4. Look on the bright side
Based on results from a study that followed 97,000 women for nearly a decade, optimists are nine percent less likely to develop heart disease and 30 percent less likely to die from it. "Cynical and hostile people tend to have higher heart rates, blood pressure and levels of stress hormones, which can make arteries vulnerable to plaque," says Dr. Nieca Goldberg, medical director of New York University's Women's Heart Program. In one study, people who did this meditation cut their heart disease risk in half: For 20 minutes, twice a day, sit quietly with your eyes closed, allowing your mind to focus and relax.

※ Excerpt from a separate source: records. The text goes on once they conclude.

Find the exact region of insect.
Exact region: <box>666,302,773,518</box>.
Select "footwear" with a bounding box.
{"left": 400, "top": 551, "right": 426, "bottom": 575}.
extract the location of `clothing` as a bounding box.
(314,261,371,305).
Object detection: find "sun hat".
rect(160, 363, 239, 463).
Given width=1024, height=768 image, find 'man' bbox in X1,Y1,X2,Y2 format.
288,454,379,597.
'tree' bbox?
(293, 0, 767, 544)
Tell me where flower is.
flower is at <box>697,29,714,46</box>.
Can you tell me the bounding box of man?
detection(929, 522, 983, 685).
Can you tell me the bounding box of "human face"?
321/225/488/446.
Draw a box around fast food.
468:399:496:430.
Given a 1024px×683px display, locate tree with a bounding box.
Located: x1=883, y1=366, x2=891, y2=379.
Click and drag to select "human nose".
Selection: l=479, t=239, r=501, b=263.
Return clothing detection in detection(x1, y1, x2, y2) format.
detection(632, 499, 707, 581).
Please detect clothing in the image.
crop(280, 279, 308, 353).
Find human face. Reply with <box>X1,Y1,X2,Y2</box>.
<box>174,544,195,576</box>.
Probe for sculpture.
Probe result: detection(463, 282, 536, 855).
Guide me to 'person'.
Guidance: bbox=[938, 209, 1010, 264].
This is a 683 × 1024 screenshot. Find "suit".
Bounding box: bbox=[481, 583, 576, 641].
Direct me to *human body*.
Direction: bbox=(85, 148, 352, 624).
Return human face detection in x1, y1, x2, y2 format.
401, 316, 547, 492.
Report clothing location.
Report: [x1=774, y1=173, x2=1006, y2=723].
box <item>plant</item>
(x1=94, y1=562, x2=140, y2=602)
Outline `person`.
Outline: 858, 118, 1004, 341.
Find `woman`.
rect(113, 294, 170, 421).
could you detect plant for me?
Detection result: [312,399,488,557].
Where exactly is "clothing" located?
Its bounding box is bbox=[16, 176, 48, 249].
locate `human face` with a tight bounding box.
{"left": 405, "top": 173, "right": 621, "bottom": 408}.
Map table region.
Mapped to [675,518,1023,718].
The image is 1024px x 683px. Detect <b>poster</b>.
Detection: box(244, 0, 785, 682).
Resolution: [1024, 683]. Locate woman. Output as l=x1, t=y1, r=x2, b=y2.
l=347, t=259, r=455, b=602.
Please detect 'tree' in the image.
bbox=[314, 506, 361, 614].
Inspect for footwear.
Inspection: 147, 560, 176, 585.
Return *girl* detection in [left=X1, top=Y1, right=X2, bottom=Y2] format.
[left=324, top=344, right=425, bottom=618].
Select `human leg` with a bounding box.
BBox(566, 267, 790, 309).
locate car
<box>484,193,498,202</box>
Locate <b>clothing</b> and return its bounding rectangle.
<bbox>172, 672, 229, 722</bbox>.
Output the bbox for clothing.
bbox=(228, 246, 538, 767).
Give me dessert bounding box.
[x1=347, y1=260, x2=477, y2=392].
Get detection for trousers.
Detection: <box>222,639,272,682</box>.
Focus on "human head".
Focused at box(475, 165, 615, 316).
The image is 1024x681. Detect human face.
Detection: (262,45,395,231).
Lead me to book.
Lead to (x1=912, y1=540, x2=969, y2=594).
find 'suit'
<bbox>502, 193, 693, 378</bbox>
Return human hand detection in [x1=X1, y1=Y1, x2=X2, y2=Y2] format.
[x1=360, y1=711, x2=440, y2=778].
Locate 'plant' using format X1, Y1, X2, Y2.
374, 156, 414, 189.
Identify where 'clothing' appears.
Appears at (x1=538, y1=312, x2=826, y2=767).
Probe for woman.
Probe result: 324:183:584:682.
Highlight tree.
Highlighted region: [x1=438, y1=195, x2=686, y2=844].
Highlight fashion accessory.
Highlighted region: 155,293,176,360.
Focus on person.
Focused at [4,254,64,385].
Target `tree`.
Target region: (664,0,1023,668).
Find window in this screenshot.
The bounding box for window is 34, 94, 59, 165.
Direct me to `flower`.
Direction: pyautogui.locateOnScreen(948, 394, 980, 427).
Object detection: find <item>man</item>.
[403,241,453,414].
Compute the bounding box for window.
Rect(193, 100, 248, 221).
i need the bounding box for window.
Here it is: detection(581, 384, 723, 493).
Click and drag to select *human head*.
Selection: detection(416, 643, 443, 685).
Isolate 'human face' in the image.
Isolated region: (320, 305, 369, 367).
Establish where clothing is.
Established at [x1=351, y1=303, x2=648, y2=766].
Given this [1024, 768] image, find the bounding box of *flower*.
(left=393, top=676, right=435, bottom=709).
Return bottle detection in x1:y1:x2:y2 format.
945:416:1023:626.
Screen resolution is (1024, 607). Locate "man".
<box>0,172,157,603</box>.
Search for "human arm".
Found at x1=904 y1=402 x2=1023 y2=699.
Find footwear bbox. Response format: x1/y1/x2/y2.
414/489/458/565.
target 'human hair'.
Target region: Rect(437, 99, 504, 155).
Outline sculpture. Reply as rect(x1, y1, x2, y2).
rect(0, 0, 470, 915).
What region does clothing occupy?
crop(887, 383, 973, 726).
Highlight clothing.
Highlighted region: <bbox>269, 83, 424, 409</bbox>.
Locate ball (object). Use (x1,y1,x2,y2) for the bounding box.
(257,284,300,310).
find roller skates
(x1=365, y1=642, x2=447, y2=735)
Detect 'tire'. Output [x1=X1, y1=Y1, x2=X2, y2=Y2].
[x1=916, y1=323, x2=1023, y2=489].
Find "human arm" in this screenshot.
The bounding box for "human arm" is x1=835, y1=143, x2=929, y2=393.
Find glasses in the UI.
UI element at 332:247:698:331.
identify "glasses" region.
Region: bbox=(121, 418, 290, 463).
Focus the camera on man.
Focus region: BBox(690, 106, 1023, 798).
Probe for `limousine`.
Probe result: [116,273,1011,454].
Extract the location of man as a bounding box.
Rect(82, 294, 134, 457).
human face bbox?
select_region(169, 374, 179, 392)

5. Take your blood pressure at home
Forget fancy screening tests. If you have high blood pressure, checking your blood pressure at home can be an accurate way to keep tabs on your heart, the AHA reports. Blood pressure readings can sometimes register low or high during doctor's visits—a phenomenon known as "white coat hypertension"—so monitoring your blood pressure in the comfort of your home may actually give your doctor a better gauge of your levels. But don't think you can avoid the M.D. altogether. "Home monitoring doesn't replace office monitoring," says Dr. Goldberg. "But it adds to the information your doctor needs to decide if you need treatment." If your doctor green lights home monitoring, choose a machine with a cuff that goes around your upper arm and inflates electronically—it gives the most reliable reading—and have him or her check the device's accuracy and show you how to use it. Visit dableducational.org for a list of recommended monitors ranging from $50 to $100.

6. Snuff out cigarettes
If you're among the more than 43 million Americans who light up, maybe the latest stats will change your mind: Smoking up to three cigarettes per day boosts the risk of dying from cardiovascular disease by 64 percent. Smoking 8 to 12 cigarettes ups it by 79 percent. Plus, breathing moderate to high levels of secondhand smoke or air pollution raises risk by 20 to 30 percent. There's no other way to put it: "Smoking and secondhand smoke are bad for you," stresses Dr. Russell Luepker, an AHA spokesperson. The chemicals in them cause blood to clot more easily and make the heart beat more rapidly. While there's not much you can do about air pollution, you can toss your cigarettes and minimize your exposure to secondhand smoke. Need more proof? Mississippi researchers recently reported a 27 percent decrease in heart attacks in a town that banned smoking in public places in 2006.